Pakistan could immediately declare a digital emergency. Start with the motto, “No citizen shall be required to visit any government office for any service, permission, approval, and license or to give or receive any payment”. The only three occasions a citizen must visit a government office is for biometrics at the time of receiving a CNIC, at the time of getting married and for sale or purchase of property. The next rule should dictate that no information, once given to any government office, shall be asked for or entered again by any other state office. Hence, no one will ever need to submit a copy of the CNIC, degree, marriage certificate, attestation or affidavit to any office if this information has already been entered in government records.
Start by preparing shared databases of all records. Information once entered ought to be available to every authorised government department.

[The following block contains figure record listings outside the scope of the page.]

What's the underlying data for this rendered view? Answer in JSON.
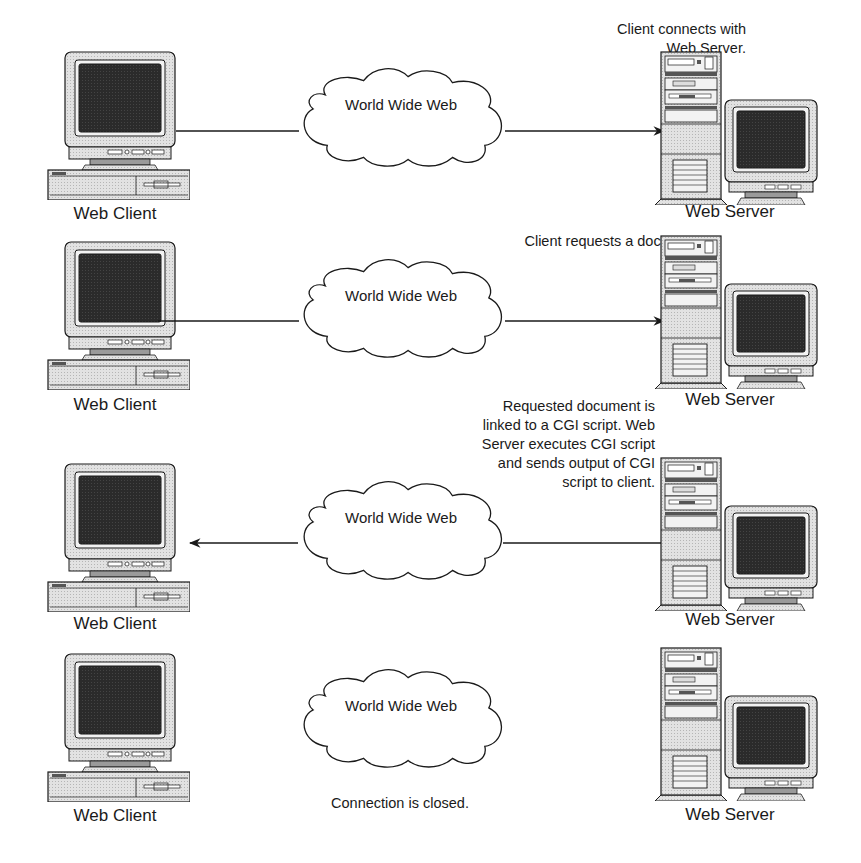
{
  "diagram": {
    "colors": {
      "line": "#1a1a1a",
      "screen": "#2b2b2b",
      "case": "#d9d9d9",
      "case_light": "#e8e8e8",
      "background": "#ffffff"
    },
    "steps": [
      {
        "client_label": "Web Client",
        "server_label": "Web Server",
        "cloud_label": "World Wide Web",
        "caption": [
          "Client connects with",
          "Web Server."
        ],
        "arrow_direction": "client-to-server"
      },
      {
        "client_label": "Web Client",
        "server_label": "Web Server",
        "cloud_label": "World Wide Web",
        "caption": [
          "Client requests a document."
        ],
        "arrow_direction": "client-to-server"
      },
      {
        "client_label": "Web Client",
        "server_label": "Web Server",
        "cloud_label": "World Wide Web",
        "caption": [
          "Requested document is",
          "linked to a CGI script. Web",
          "Server executes CGI script",
          "and sends output of CGI",
          "script to client."
        ],
        "arrow_direction": "server-to-client"
      },
      {
        "client_label": "Web Client",
        "server_label": "Web Server",
        "cloud_label": "World Wide Web",
        "caption": [
          "Connection is closed."
        ],
        "arrow_direction": "none"
      }
    ]
  }
}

These could be records of births and deaths, of children in and out of schools, of schools and teachers, hospitals, doctors, medicines, diseases, weapon licenses issued, industries and services, land and houses, forests and trees, and solid waste, water and sanitation.
Over nine million citizens could be immediately stopped from visiting hundreds of National Saving Centres (NSC) to receive their monthly profits. Instead, the Saving Department must automatically transfer the profit to the individuals’ accounts — a process on which the Saving Department has been dragging its feet for the last 30 years. The same ought to be done for millions of pensioners and EOB recipients.
Over 7.5 million car owners who visit the E&T Departments could be freed from this obsolete mechanism of payment. All taxes could be paid by citizens sitting at home and using their mobile phone money transfer systems — a norm in much of the developed world.
Coronavirus is a calamity. It is also Pakistan’s biggest opportunity to make the great escape from its own atrophied bureaucratic processes and years of poverty, disease, hunger and misgovernance. Let Pakistan’s finest professionals at home and abroad come forward to accept this challenge.
Published in The Express Tribune, March 18th, 2020.